Sooners

Sooners April 21, 2011

Bruce Prescott, leader of the Mainstream Oklahoma Baptists, recently spoke at an immigration rally on the steps of Oklahoma’s state capitol, where he argued that “Immigrants Shouldn’t Need ‘Any Stinking Papers.'”

The rally opposed Arizona-style anti-immigration legislation proposed in the state’s legislature:

[Republican Rep. Randy] Terrill wants Oklahoma to adopt stricter anti-immigration laws similar to measures passed a year ago in Arizona. An anti-immigration bill is progressing through the legislative process, but it’s gone through a special panel approved by [Republican House Speaker Kris] Steele and the measure’s provisions are weaker than those sought by Terrill.

Steele’s reluctance to push for more draconian anti-immigrant measures has made him the focus of some vitriolic push-back from the far-right wing of his party. At a meeting with constituents earlier this month:

Steele, an associate pastor at Wesleyan United Methodist Church in Shawnee, was asked whether Satanists, communists and atheists were on his church board and he was falsely accused of trying to help get a pardon for a child serial rapist.

(Always with the Satanists. They really are addicted to that stuff.)

What’s remarkable to me about all of this is that it’s going on in Oklahoma — in “The Sooner State.”

That shouldn’t be allowed. It is laughable and should be met with only laughter — the sort of loud, derisive laughter that clearly indicates “We are not laughing with you, we are laughing at you.”

Sooners are not permitted to brag about being Sooners and then to complain about others crossing borders illegally. Sooners are not permitted to brag about being Sooners and then to complain about migrants unable to produce the proper paperwork.

Sooners are not permitted to brag about being Sooners and then to pretend that they don’t know what that word means or where it comes from.

Some helpful background from Wikipedia:

Sooners is the name given to settlers  in the midwest of the United States who entered the Unassigned Lands in what is now the state of Oklahoma before President Grover Cleveland officially proclaimed them open to settlement on March 2, 1889 with the Indian Appropriations Act of 1889. The name derived from the “sooner clause” of the Act, which stated that anyone who entered and occupied the land prior to the opening time would be denied the right to claim land. …

Some Sooners crossed into the territory illegally at night, and were originally called “moonshiners” because they entered “by the light of the moon.” These Sooners would hide in ditches at night and suddenly appear to stake their claim after the land run started, hours ahead of legal settlers. …

Those who actually observed the official start of the land run and began the race for free land often found choice sections of land already occupied by Sooners or, in some cases, by Boomers. Problems with Sooners continued with each successive land run; in an 1895 land run as much as half of the available land was taken by Sooners. Litigation between legitimate land-run participants and Sooners continued well into the 20th century, and eventually the United States Department of the Interior was given ultimate authority to settle the disputes.

In 1908, the University of Oklahoma adopted “Sooners” as the nickname of their football team, after having first tried “Rough Riders” and “Boomers”. Eventually, Oklahoma became known as “The Sooner State.”

“Sooner” refers to an act of immigrating illegally. A Sooner is an illegal immigrant. Oklahoma is the Illegal Immigrant State.

And since those terms are more or less interchangeable, I think I’ll just stick with “Sooners” from now on. It’s shorter and has a longer American pedigree of popular usage. And just maybe it can also serve as a reminder of the double-standard we apply that reviles others as rule-breaking intruders while celebrating ourselves a go-getting renegades who don’t let the rules slow us down.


▶ [ASSIGNMENT] Below are some records; find each line that carries the word "Image" and copy it.

▶ [RECORDS SHOWN]
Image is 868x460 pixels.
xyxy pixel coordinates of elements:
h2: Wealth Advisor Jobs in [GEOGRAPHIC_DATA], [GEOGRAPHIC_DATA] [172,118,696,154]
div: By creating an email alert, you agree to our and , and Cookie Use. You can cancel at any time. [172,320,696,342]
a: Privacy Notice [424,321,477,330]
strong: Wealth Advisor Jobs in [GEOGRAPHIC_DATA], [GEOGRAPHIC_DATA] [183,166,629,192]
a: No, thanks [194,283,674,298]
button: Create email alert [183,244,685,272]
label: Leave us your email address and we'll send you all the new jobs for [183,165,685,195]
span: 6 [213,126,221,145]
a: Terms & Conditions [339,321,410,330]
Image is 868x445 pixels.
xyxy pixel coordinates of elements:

==

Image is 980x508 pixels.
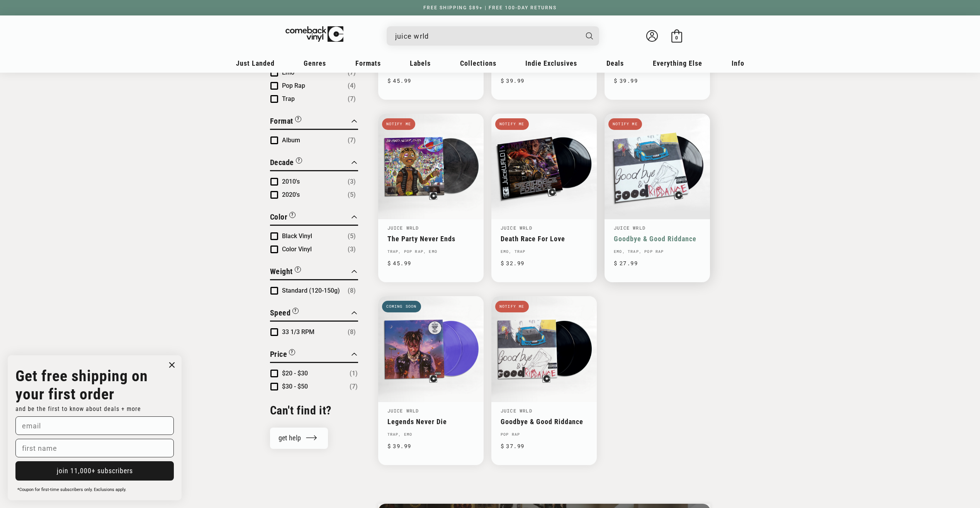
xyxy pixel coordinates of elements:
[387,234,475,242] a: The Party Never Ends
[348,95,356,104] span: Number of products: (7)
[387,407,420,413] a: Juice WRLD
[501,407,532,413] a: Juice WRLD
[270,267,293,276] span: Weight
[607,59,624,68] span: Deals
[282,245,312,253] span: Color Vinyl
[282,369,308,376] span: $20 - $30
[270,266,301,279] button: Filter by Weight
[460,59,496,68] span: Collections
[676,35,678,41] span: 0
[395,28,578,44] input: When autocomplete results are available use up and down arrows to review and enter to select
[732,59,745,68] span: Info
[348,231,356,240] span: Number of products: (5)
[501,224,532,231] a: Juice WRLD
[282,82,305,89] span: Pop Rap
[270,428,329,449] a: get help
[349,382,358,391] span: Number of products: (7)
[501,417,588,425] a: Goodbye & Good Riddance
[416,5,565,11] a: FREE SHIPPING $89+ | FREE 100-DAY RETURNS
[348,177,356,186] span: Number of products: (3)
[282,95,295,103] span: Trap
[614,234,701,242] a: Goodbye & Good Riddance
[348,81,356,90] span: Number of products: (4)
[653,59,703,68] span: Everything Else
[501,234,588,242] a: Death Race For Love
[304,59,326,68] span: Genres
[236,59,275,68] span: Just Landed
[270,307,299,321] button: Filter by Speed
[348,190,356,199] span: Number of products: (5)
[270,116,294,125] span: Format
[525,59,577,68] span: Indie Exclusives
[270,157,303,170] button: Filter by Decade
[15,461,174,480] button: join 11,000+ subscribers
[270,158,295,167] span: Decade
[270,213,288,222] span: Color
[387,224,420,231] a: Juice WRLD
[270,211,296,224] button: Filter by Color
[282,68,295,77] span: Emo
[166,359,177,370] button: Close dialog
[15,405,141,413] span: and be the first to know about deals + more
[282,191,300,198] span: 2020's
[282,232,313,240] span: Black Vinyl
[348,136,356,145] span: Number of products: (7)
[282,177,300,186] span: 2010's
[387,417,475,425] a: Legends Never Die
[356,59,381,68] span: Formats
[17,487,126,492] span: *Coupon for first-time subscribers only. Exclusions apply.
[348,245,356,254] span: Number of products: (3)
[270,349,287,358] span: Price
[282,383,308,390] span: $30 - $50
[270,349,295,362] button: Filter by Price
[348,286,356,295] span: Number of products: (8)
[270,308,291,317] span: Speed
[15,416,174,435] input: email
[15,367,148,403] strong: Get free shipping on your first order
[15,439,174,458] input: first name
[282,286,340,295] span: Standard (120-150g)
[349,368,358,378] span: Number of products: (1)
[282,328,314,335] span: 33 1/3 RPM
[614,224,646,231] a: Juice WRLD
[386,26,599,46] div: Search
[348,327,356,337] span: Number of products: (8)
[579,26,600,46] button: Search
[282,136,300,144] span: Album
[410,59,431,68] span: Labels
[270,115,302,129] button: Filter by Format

▶ [SOLUTION TO THE EXERCISE]
Image is 868x460 pixels.
Image is 868x445 pixels.
Image is 980x508 pixels.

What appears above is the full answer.